Alan Bennett, 20 July 2000

... winter of discontent. Still, it was a much better piece than was generally allowed (Clive James and Richard Ingrams making particular fools of themselves) but it wasn’t what viewers had come to expect from me and so was unfamiliar, or too unfamiliar anyway, a little unfamiliarity often an ingredient of success at any rate with critics, as it enables ...

Eye Contact

Peter Campbell: Anthony van Dyck, 16 September 1999

Anthony van Dyck 1599-1641 
by Christopher Brown and Hans Vlieghe.
Royal Academy, 360 pp., £22.50, May 1999, 9780847821969
Show More
Anthony van Dyck: A Life, 1599-1641 
by Robin Blake.
Constable, 435 pp., £25, August 1999, 9780094797208
Show More
Show More
... merchants and clerics of Genoa or Antwerp. In his catalogue essay, Malcolm Rogers quotes William Sanderson, his near-contemporary, as saying that Van Dyck was the first painter that ‘e’er put ladies’ dress into a careless romance’, and goes on to quote Herrick’s ‘Whenas in silks my Julia Goes’. As well as ease and sweet disorder there ...

Predatory Sex Aliens

Gary Indiana: Burroughs, 8 May 2014

Call Me Burroughs: A Life 
by Barry Miles.
Twelve, 718 pp., £17, January 2014, 978 1 4555 1195 2
Show More
Show More
... Depending​ where you look, the William Burroughs centenary has either occasioned an outpouring of variously celebratory and carping prose, or a trickle of grudging acknowledgment in outlets thought to speak for the literary establishment. Writing on anything of passing public interest triggers an online avalanche of ad hominem posturing which quickly renders the original topic, whatever it was, numbingly opaque ...

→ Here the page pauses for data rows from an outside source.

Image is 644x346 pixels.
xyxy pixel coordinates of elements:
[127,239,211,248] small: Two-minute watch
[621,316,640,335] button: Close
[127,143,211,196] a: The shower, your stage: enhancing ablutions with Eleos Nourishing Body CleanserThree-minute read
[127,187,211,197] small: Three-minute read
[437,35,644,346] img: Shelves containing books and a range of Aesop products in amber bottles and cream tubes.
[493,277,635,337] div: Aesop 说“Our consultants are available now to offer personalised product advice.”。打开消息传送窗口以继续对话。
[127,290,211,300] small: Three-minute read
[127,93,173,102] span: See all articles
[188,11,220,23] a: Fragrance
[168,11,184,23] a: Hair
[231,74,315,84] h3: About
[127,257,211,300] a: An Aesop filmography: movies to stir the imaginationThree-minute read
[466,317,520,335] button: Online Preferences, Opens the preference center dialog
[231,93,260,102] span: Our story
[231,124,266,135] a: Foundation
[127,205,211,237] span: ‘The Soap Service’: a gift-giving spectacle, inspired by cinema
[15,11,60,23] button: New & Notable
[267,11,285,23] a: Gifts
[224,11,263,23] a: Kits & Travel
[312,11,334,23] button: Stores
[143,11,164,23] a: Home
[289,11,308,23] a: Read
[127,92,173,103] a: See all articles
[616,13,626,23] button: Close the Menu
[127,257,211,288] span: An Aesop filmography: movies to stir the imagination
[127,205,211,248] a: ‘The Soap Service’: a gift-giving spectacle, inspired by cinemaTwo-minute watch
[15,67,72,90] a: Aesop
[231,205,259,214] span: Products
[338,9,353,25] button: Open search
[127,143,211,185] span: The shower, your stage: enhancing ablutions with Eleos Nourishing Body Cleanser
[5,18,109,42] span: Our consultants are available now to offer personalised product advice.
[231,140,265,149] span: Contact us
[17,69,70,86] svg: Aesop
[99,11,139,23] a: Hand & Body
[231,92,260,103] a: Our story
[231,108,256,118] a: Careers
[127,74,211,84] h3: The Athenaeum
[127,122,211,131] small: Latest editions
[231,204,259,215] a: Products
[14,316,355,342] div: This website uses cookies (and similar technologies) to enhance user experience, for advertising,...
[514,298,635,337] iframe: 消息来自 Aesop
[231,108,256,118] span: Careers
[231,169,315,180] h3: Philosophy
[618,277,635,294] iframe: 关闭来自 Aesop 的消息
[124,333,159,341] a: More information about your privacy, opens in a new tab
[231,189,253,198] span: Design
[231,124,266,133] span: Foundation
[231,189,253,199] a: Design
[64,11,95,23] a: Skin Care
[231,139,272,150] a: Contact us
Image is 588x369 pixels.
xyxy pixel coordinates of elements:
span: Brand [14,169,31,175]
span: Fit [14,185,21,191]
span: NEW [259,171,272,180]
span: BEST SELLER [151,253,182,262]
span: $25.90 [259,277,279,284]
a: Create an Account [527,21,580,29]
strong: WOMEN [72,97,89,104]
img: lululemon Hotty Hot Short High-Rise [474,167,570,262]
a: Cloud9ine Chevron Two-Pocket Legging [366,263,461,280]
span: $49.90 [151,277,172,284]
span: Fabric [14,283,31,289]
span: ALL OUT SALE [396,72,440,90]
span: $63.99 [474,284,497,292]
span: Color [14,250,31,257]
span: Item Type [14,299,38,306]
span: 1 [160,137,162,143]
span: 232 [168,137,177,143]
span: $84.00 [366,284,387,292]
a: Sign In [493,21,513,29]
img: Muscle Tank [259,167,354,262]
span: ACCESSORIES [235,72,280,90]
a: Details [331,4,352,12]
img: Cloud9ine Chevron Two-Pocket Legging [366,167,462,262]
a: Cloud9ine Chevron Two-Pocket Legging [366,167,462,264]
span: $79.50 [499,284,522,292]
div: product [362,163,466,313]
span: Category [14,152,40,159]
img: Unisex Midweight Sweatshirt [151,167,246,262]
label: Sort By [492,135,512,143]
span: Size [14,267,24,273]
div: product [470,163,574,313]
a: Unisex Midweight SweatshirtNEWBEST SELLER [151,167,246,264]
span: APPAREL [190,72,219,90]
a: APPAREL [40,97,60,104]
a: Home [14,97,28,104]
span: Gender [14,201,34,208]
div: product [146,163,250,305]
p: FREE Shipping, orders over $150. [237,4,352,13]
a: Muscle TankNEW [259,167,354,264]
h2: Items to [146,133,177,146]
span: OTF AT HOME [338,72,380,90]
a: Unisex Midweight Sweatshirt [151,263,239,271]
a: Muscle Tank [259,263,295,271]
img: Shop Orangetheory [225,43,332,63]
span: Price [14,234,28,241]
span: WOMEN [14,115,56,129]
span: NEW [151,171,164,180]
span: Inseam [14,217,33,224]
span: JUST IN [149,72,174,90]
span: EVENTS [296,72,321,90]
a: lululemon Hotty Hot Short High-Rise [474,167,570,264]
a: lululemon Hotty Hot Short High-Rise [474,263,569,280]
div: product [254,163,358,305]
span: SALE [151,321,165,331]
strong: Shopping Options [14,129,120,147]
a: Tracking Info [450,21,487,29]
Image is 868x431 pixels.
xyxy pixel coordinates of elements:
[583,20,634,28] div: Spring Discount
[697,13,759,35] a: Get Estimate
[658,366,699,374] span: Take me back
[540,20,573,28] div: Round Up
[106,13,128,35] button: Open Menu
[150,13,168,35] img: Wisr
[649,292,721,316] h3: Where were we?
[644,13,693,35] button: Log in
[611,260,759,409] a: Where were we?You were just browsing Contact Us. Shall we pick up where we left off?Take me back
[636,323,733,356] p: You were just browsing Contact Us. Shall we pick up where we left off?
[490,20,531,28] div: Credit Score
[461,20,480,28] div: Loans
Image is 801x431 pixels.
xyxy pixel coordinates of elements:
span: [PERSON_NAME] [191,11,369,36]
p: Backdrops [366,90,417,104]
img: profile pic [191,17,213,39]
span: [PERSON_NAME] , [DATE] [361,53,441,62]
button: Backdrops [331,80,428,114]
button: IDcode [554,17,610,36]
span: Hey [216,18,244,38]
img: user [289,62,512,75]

Barbarism with a Human Face

Slavoj Žižek: Lenin v. Stalin in Kiev, 8 May 2014

... the Gulag were being asked by left oppositionists, from Boris Souvarine to Victor Serge to C.L.R. James, in real time and at great peril. Those courageous and prescient heretics have been somewhat written out of history (they expected far worse than that, and often received it).’ This internal dissent was a natural part of the Communist movement, in clear ...

I dive under the covers

Sheila Heti: Mad Wives, 6 June 2013

Heroines 
by Kate Zambreno.
Semiotext(e), 309 pp., £12.95, November 2012, 978 1 58435 114 6
Show More
Show More
... who don’t need to live something in order to write it, who use their ‘imaginations’. William Vollmann, with whom Zambreno professes a sympathy, intentionally puts himself in extreme situations, then writes about them. David Foster Wallace (to whom Zambreno doesn’t relate) in his fiction seemingly did not. So when Keeler, offended by ...

Things they don’t want to hear

Clancy Martin: Lydia Davis, 22 July 2010

The Collected Stories of Lydia Davis 
Hamish Hamilton, 733 pp., £20, August 2010, 978 0 241 14504 3Show More
Show More
... with more critical praise than any other piece of fiction published in the US in 2009 (see James Wood’s review in the New Yorker, for one example among many). Many of Davis’s readers have tended to argue that her power is in the microscope she applies to her own life. In ‘Mrs D and Her Maids’, for example, Mrs D writes to a prospective maid ...

I fret and fret

Adam Phillips: Edward Thomas, 5 November 2015

Edward Thomas: From Adelstrop to Arras 
by Jean Moorcroft Wilson.
Bloomsbury, 480 pp., £25, May 2015, 978 1 4081 8713 5
Show More
Show More
... and of complaints kept at bay. Like the previous modern biographies by R. George Thomas (1985) and William Cooke (1970), but slightly more so, Wilson’s book is really the story, despite her equivocations, of Thomas’s despair; and then of the remarkable and brief late flowering and flaring of his poetry, with his untimely and now famous early death at Arras ...

Read anywhere with the London Review of Books app, available now from the App Store for Apple devices, Google Play for Android devices and Amazon for your Kindle Fire.

Sign up to our newsletter

For highlights from the latest issue, our archive and the blog, as well as news, events and exclusive promotions.